In Pictures
In Pictures: Navajo Nation’s water-scarce life
Decades of severe drought is drying the lifeblood of Navajo ranchers as their lands become desert.
Two decades into a severe drought on the Navajo reservation, the open range around Maybelle Sloan’s sheep farm stretches out in a brown expanse of earth and sagebrush.
A dry wind blows dust across the high-desert plateau, smoke from wildfires in Arizona and California shrouding the nearby rim of the Grand Canyon.
The summer monsoon rains have failed again and the stock ponds – meant to collect rainwater for the hot summer months – are dry.
With no groundwater for her animals, Sloan, 59, fills a drinking trough for them with water from a 1,200-gallon (5,400 litre) white plastic tank.
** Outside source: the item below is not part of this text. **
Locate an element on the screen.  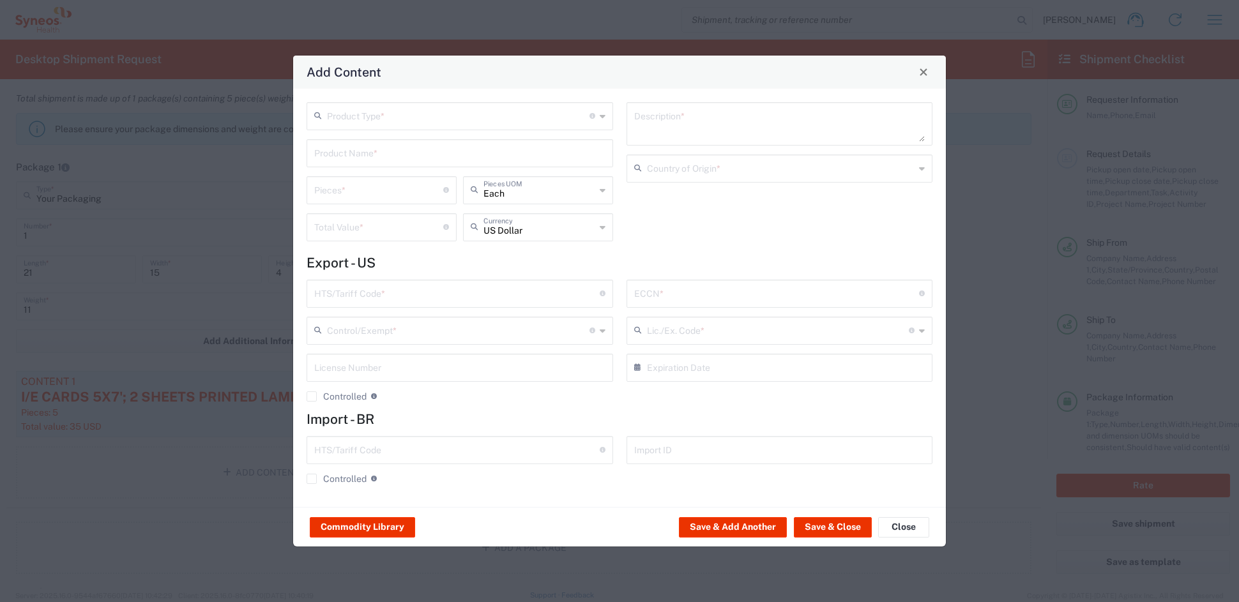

She and her husband, Leonard, have to pay up to $300 to have the tank filled as her pick-up truck has broken down.
When it works, she hauls the water herself every two days, spending $80 a week on fuel.
The Navajo Nation, which covers nearly 70,000 square kilometres (27,000 square miles) straddling the US states of Arizona, New Mexico and Utah, competes with growing cities like Phoenix for its water supply.
As climate change dries out the US West, even that supply is becoming increasingly precarious.